Pop Life: "Catastrophe," "Killing Eve," "Apollo 11"

What I'm reading, watching, hearing, etc.


"Catastrophe." That was way too quick. My wife and I buzzed through all six new season 3 episodes of this brilliant Amazon Prime series in just as many days. The show is a cringe comedy, but not one that generates uneasy laughter via unlikely situations. This show's situations and dialogue are all too real. Anyone who's been married for a while will recognize how real life will never let the ideal of marital bliss realize it's just a crock. The frustrations of child-rearing, the stress of career, the anguish of loss, annoying family and friends - it's the ability to get through all this crap together, and to recognize it's absurdity, is what successful marriage is truly all about. The comic chemistry, and writing, of co-stars Sharon Hogan and Rob Delaney is brilliant. As a couple, they never seem less than real - just a lot funnier and, frankly, meaner than most married folk. There are a few moments in this short season that fall to the level of "just plain comedy" and predictability, I'd say, but "Catastrophe" set it's bar very high and, overall, this is still one of the best shows running/streaming anywhere. The last episode of this run, which serves as a tribute of sorts to the late Carrie Fisher, who played Delaney's mother, is a heart breaker for all sorts of reasons - hard to watch, yet I wanted to see more and more.


"Killing Eve." Before we buzzed all the way through "Catastrophe," we buzzed all the way through season 1 of this suspense-comedy starring the endearingly awesome Sandra Oh as an intelligence officer pursuing, and being pursued by, the terrifyingly awesome Jodie Comer as a French assassin. The two leads here are incredible. The show's suspense comes not from the situation they're placed in, but in trying to guess - usually unsuccessfully - how each character will respond. Both Eve (Oh) and Villanelle (Comer) are loose canons. Their motivations are unclear and unpredictable - not just to the view, but to the characters' themselves. They aren't quite sure, moment to moment, what they will do, or why. The dialogue is sharp - some of the funniest of seen/heard anywhere on screen in recent years. Season 2 starts April 7 on AMC/BBC America, but we're cord cutters, so hopefully it'll turn up on Hulu before too terribly long.


"Apollo 11." Anyone fascinated by the Golden Age of space exploration and in love with the 1960s will eat this documentary up with the spoon. The footage, both terrestrial and lunar, is vividly restored and in bright color. Maybe you're old enough to remember the first moon landing (I'm not, I was 3) but you never saw it like this. There are no talking heads looking back 50 years. The narration comes from news coverage (including lots of the late, great Walter Cronkite) and NASA personnel. The action unfolds in real time and it's scary and exciting even though you know exactly what's going to happen. The bravery of Apollo's crew and the brilliance of NASA's engineers are inspiring, yet there's also an undercurrent of sadness knowing that America is no longer as united, as imaginative and as daring as it was when the space program was firing on all cylinders. Side note: Seeing guys land on the moon was awesome, but so is seeing a young Johnny Carson in shades sauntering through the crowd watching the Apollo lift-off at Kennedy Space Center.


### Required action
With the images left out, print every entry that follows exactly.

### Exercise material
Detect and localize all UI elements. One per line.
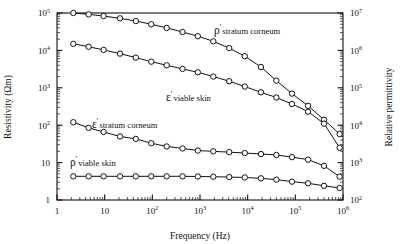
data-point-marker [211,149,216,154]
x-tick-label: 105 [289,204,301,216]
data-point-marker [86,125,91,130]
data-point-marker [117,174,122,179]
series-line [73,176,339,188]
data-point-marker [86,12,91,17]
data-point-marker [180,29,185,34]
data-point-marker [101,129,106,134]
data-point-marker [305,109,310,114]
data-point-marker [321,183,326,188]
y-tick-label-left: 10 [41,158,51,168]
y-axis-right-tick-labels: 102103104105106107 [350,7,362,206]
data-point-marker [101,174,106,179]
data-point-marker [289,91,294,96]
data-point-marker [164,63,169,68]
y-tick-label-right: 104 [350,119,362,131]
data-point-marker [86,174,91,179]
data-point-marker [71,174,76,179]
data-point-marker [227,45,232,50]
data-point-marker [133,18,138,23]
data-point-marker [71,120,76,125]
data-point-marker [71,41,76,46]
data-point-marker [274,78,279,83]
data-point-marker [195,33,200,38]
data-point-marker [164,144,169,149]
y-tick-label-right: 102 [350,194,362,206]
data-point-marker [274,95,279,100]
data-point-marker [180,66,185,71]
data-point-marker [337,174,342,179]
series-line [73,13,339,134]
y-tick-label-left: 105 [38,7,50,19]
figure-container: 110102103104105106 110102103104105 10210… [0,0,402,244]
annotation-eps-viable-skin: ε'viable skin [166,90,212,104]
data-point-marker [149,174,154,179]
plot-border [57,13,343,200]
data-point-marker [289,101,294,106]
data-point-marker [258,90,263,95]
resistivity-permittivity-chart: 110102103104105106 110102103104105 10210… [0,0,402,244]
data-point-marker [289,154,294,159]
series--viable-skin [71,174,343,191]
data-point-marker [117,134,122,139]
data-point-marker [149,22,154,27]
data-point-marker [242,53,247,58]
data-point-marker [117,51,122,56]
data-point-marker [242,150,247,155]
y-axis-right-ticks [338,13,344,200]
data-point-marker [149,59,154,64]
annotation-rho-stratum-corneum: ρ'stratum corneum [214,23,281,38]
data-point-marker [133,55,138,60]
data-point-marker [180,174,185,179]
x-axis-tick-labels: 110102103104105106 [55,204,349,216]
data-point-marker [305,103,310,108]
data-point-marker [71,10,76,15]
data-point-marker [195,148,200,153]
x-tick-label: 104 [242,204,254,216]
plot-frame [57,13,343,200]
data-point-marker [258,176,263,181]
y-tick-label-left: 104 [38,44,50,56]
data-point-marker [211,174,216,179]
data-point-marker [133,174,138,179]
y-tick-label-left: 1 [46,195,51,205]
data-point-marker [274,177,279,182]
data-point-marker [227,174,232,179]
data-point-marker [211,74,216,79]
y-tick-label-right: 106 [350,44,362,56]
data-point-marker [274,152,279,157]
data-point-marker [195,70,200,75]
y-axis-left-ticks [57,13,63,200]
annotation-rho-viable-skin: ρ'viable skin [70,155,116,170]
data-point-marker [258,64,263,69]
y-axis-left-tick-labels: 110102103104105 [38,7,51,206]
data-point-marker [321,121,326,126]
data-point-marker [337,131,342,136]
x-tick-label: 1 [55,206,60,216]
series-line [73,122,339,176]
data-point-marker [242,175,247,180]
y-tick-label-right: 105 [350,82,362,94]
data-point-marker [101,13,106,18]
data-point-marker [305,157,310,162]
data-point-marker [149,141,154,146]
y-tick-label-left: 102 [38,119,50,131]
data-point-marker [211,39,216,44]
x-axis-title: Frequency (Hz) [170,231,230,242]
y-axis-right-title: Relative permittivity [384,67,394,146]
y-tick-label-right: 107 [350,7,362,19]
data-point-marker [164,174,169,179]
data-point-marker [117,16,122,21]
annotation-eps-stratum-corneum: ε'stratum corneum [92,117,158,131]
x-tick-label: 103 [194,204,206,216]
data-point-marker [227,149,232,154]
data-point-marker [164,25,169,30]
x-tick-label: 102 [146,204,158,216]
data-point-marker [195,174,200,179]
data-point-marker [289,179,294,184]
data-point-marker [86,44,91,49]
data-point-marker [101,47,106,52]
data-point-marker [337,145,342,150]
y-tick-label-left: 103 [38,82,50,94]
data-point-marker [258,151,263,156]
x-tick-label: 10 [100,206,110,216]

### Finished task
Detect and localize all UI elements. One per line.
data-point-marker [211,149,216,154]
x-tick-label: 105 [289,204,301,216]
data-point-marker [86,125,91,130]
data-point-marker [117,174,122,179]
series-line [73,176,339,188]
data-point-marker [86,12,91,17]
data-point-marker [180,29,185,34]
data-point-marker [101,129,106,134]
data-point-marker [305,109,310,114]
data-point-marker [321,183,326,188]
y-tick-label-left: 10 [41,158,51,168]
y-axis-right-tick-labels: 102103104105106107 [350,7,362,206]
data-point-marker [101,174,106,179]
data-point-marker [289,91,294,96]
data-point-marker [164,63,169,68]
y-tick-label-right: 104 [350,119,362,131]
data-point-marker [86,174,91,179]
data-point-marker [71,174,76,179]
data-point-marker [227,45,232,50]
data-point-marker [133,18,138,23]
data-point-marker [71,120,76,125]
data-point-marker [71,41,76,46]
data-point-marker [274,78,279,83]
data-point-marker [195,33,200,38]
data-point-marker [164,144,169,149]
y-tick-label-right: 102 [350,194,362,206]
data-point-marker [274,95,279,100]
data-point-marker [180,66,185,71]
data-point-marker [337,174,342,179]
series-line [73,13,339,134]
y-tick-label-left: 105 [38,7,50,19]
figure-container: 110102103104105106 110102103104105 10210… [0,0,402,244]
annotation-eps-viable-skin: ε'viable skin [166,90,212,104]
data-point-marker [149,174,154,179]
plot-border [57,13,343,200]
data-point-marker [289,101,294,106]
data-point-marker [258,90,263,95]
resistivity-permittivity-chart: 110102103104105106 110102103104105 10210… [0,0,402,244]
data-point-marker [289,154,294,159]
series--viable-skin [71,174,343,191]
data-point-marker [117,134,122,139]
data-point-marker [149,22,154,27]
data-point-marker [242,53,247,58]
data-point-marker [117,51,122,56]
data-point-marker [242,150,247,155]
y-axis-right-ticks [338,13,344,200]
data-point-marker [149,59,154,64]
annotation-rho-stratum-corneum: ρ'stratum corneum [214,23,281,38]
data-point-marker [133,55,138,60]
data-point-marker [180,174,185,179]
x-axis-tick-labels: 110102103104105106 [55,204,349,216]
data-point-marker [305,103,310,108]
data-point-marker [71,10,76,15]
data-point-marker [195,148,200,153]
x-tick-label: 104 [242,204,254,216]
plot-frame [57,13,343,200]
data-point-marker [258,176,263,181]
y-tick-label-left: 104 [38,44,50,56]
data-point-marker [211,174,216,179]
data-point-marker [133,174,138,179]
y-tick-label-left: 1 [46,195,51,205]
data-point-marker [274,177,279,182]
data-point-marker [227,174,232,179]
data-point-marker [211,74,216,79]
y-tick-label-right: 106 [350,44,362,56]
data-point-marker [274,152,279,157]
data-point-marker [195,70,200,75]
y-axis-left-ticks [57,13,63,200]
annotation-rho-viable-skin: ρ'viable skin [70,155,116,170]
data-point-marker [258,64,263,69]
y-axis-left-tick-labels: 110102103104105 [38,7,51,206]
data-point-marker [321,121,326,126]
data-point-marker [337,131,342,136]
x-tick-label: 1 [55,206,60,216]
series-line [73,122,339,176]
data-point-marker [242,175,247,180]
y-tick-label-right: 105 [350,82,362,94]
data-point-marker [101,13,106,18]
data-point-marker [305,157,310,162]
data-point-marker [149,141,154,146]
y-tick-label-left: 102 [38,119,50,131]
data-point-marker [211,39,216,44]
x-axis-title: Frequency (Hz) [170,231,230,242]
y-axis-right-title: Relative permittivity [384,67,394,146]
y-tick-label-right: 107 [350,7,362,19]
data-point-marker [164,174,169,179]
data-point-marker [117,16,122,21]
annotation-eps-stratum-corneum: ε'stratum corneum [92,117,158,131]
x-tick-label: 103 [194,204,206,216]
data-point-marker [227,149,232,154]
data-point-marker [164,25,169,30]
x-tick-label: 102 [146,204,158,216]
data-point-marker [195,174,200,179]
data-point-marker [289,179,294,184]
data-point-marker [86,44,91,49]
data-point-marker [101,47,106,52]
data-point-marker [337,145,342,150]
y-tick-label-left: 103 [38,82,50,94]
data-point-marker [258,151,263,156]
x-tick-label: 10 [100,206,110,216]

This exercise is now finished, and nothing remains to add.